Johnny Flynn had not told any of his friends about his sister’s misfortune; in time, time enough, they were bound to hear of it. Of all his friends he rejected the close ones, those of whom he was very fond, and chose a stupid lump of a fellow, massive and nasal, named Donald. Though awkward and fat he had joined Johnny’s running club; Johnny had trained him for his first race. But he had subjected Donald to such exhausting exercise, what with skipping, gymnastics, and tiring jaunts, that though his bulk disappeared his strength went with it; to Johnny’s great chagrin he grew weak, and failed ignominiously in the race. Donald thereafter wisely rejected all offers of assistance and projected a training system of his own. For weeks he tramped miles into hilly country, in the heaviest of boots to the soles of which he had nailed some thick pads of lead. When he donned his light running shoes for his second race he displayed an agility and suppleness, a god-like ease, that won not only the race, but the admiration and envy of all the competitors. It was this dull lumpish Donald that Johnny fixed upon to assist him. He was a great tool and it would not matter if he did get himself into trouble. Even if he did Johnny could get him out again, by confessing to the police; so that was all right. He asked Donald to go to the library with him on a certain evening to read a book called “Rasselas”—it was a grand book, very exciting—and Donald said he would go. He did not propose to tell Donald of his homicidal intention; he would just sit him down in the library with “Rasselas” while he himself sat at another table behind Donald, yes, behind him; even if Donald noticed him creeping out he would say he was only going to the counter to get another book. It was all quite clear, and safe. He would be able to creep out, creep out, rush up to the dark little street—yes, he would ask Donald for a piece of that lead and wrap it round the head of the stick—he would creep out, and in ten minutes or twenty he would be back in the library again asking for another book or sitting down by Donald as if he had not been outside the place, as if nothing had happened as far as he was concerned, nothing at all!

The few intervening days passed with vexing deliberation.
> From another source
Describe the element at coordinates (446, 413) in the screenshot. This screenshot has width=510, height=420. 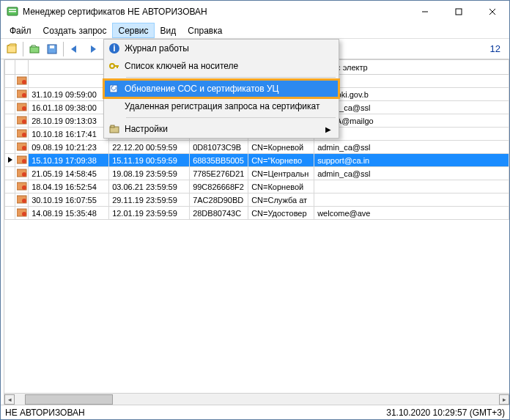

Each night seemed the best of all possible nights for the deed, each hour that Stringer survived seemed a bad hour for the world. They were bad slow hours for Johnny, but at last the day dawned, passed, darkness came, and the hour rushed upon him.

He took his stick and called for Donald.

“Can’t come,” said Donald, limping to the door in answer to Johnny’s knock. “I been and hurt my leg.”

For a moment Johnny was full of an inward silent blasphemy that flashed from a sudden tremendous hatred, but he said calmly:

“But still ... no, you haven’t ... what have you hurt it for?”